If you are a weekend warrior who turns up at the soccer field for a casual recreational game, you may not be aware of the concept of periodization that governs college and professional soccer training. Periodization works to have athletes ready to play at the peak of their first competitive game. It addresses the players' need for rest and recovery between draining matches during the season. Players such as Abby Wambach and the U.S. women's team follow periodization training schedules to peak for the quadrennial Women's World Cup and Olympics and annual pro league championships.
Expert Insight
Trainers in soccer and other sports use periodization to divide training, a year-round activity, into smaller phases that are easier to manage, notes leading periodization scholar Tudor A. Bompa of York University in Toronto. While it remains little known to non-athletes, its origins date back centuries, perhaps to the ancient Olympic games. As with the modern Olympics, athletes in ancient Greece conducted an early phase of training, participated in informal contests, appeared in the Olympics and rested after. Today, these phases can be termed preparatory, competitive and transition phases.
Time Frame
Periodization for a soccer player, as with any athlete, divides the year into phases of training, designed to have you face progressive challenges, avoid overtraining and peak at the right time, writes University of North Carolina conditioning coach Greg Gatz in "Complete Conditioning for Soccer." Your overall training period is called a macrocycle and lasts one year for a typical soccer player; for Olympic sports, the cycle is four years. Macrocycles break into mesocycles of four to six weeks and microcycles of a single training week.
Specialization
Training an elite soccer player begins when the player switches from playing soccer as one of a smorgasbord of athletic activities to deciding to focus only on high-level soccer. In his text "Periodization," Bompa writes that training for a good soccer player needs to start between ages 10 and 12, followed by specialization at ages 14 to 16. The age when a soccer player peaks is 22 to 26, he notes.
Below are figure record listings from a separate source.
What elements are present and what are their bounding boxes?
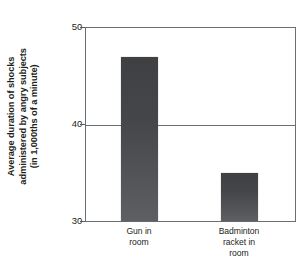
y-axis-title-line-3: (in 1,000ths of a minute)	[29, 48, 41, 185]
bar-gun-in-room[interactable]	[121, 57, 158, 221]
x-axis-category-labels: Gun in room Badminton racket in room	[85, 226, 296, 265]
plot-area	[85, 27, 296, 222]
category-label-gun-line-2: room	[93, 237, 185, 248]
y-tick-label-50: 50	[60, 21, 82, 32]
category-label-badminton-line-3: room	[193, 248, 285, 259]
gridline-40	[86, 125, 295, 126]
y-tick-label-40: 40	[60, 118, 82, 129]
y-axis-title: Average duration of shocks administered …	[0, 0, 46, 232]
category-label-badminton-racket-in-room: Badminton racket in room	[193, 226, 285, 259]
y-axis-title-line-1: Average duration of shocks	[6, 48, 18, 185]
bar-badminton-racket-in-room[interactable]	[221, 173, 258, 221]
bar-chart-figure: Average duration of shocks administered …	[0, 0, 305, 265]
y-axis-title-line-2: administered by angry subjects	[17, 48, 29, 185]
category-label-gun-in-room: Gun in room	[93, 226, 185, 248]
category-label-badminton-line-2: racket in	[193, 237, 285, 248]
y-axis-tick-labels: 50 40 30	[58, 0, 82, 265]
y-tick-label-30: 30	[60, 215, 82, 226]
category-label-gun-line-1: Gun in	[93, 226, 185, 237]
category-label-badminton-line-1: Badminton	[193, 226, 285, 237]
To stay in optimal shape, a soccer player should train for 500 to 600 hours per year. The coach needs to find a balance between skills and tactics training and fitness work, with small-team games with five players or fewer serving as one avenue towards combining the two.
Application
To design your own periodization plan, begin by listing the dates of your major soccer games, Gatz recommends. Fill in school vacations and exam periods as mandatory rest and recovery periods. Work backwards from these breaks to list preparation, precompetition and competition periods of at least four weeks each. Develop your training goals. Testing your speed, agility and endurance can provide a measurable baseline before the preparation phase. Assign a training theme, such as acceleration, strength or agility, to each phase. List the specific exercises you plan to do for each phase in daily workout plans and "change exercises ever so often to eliminate staleness," Gatz advises.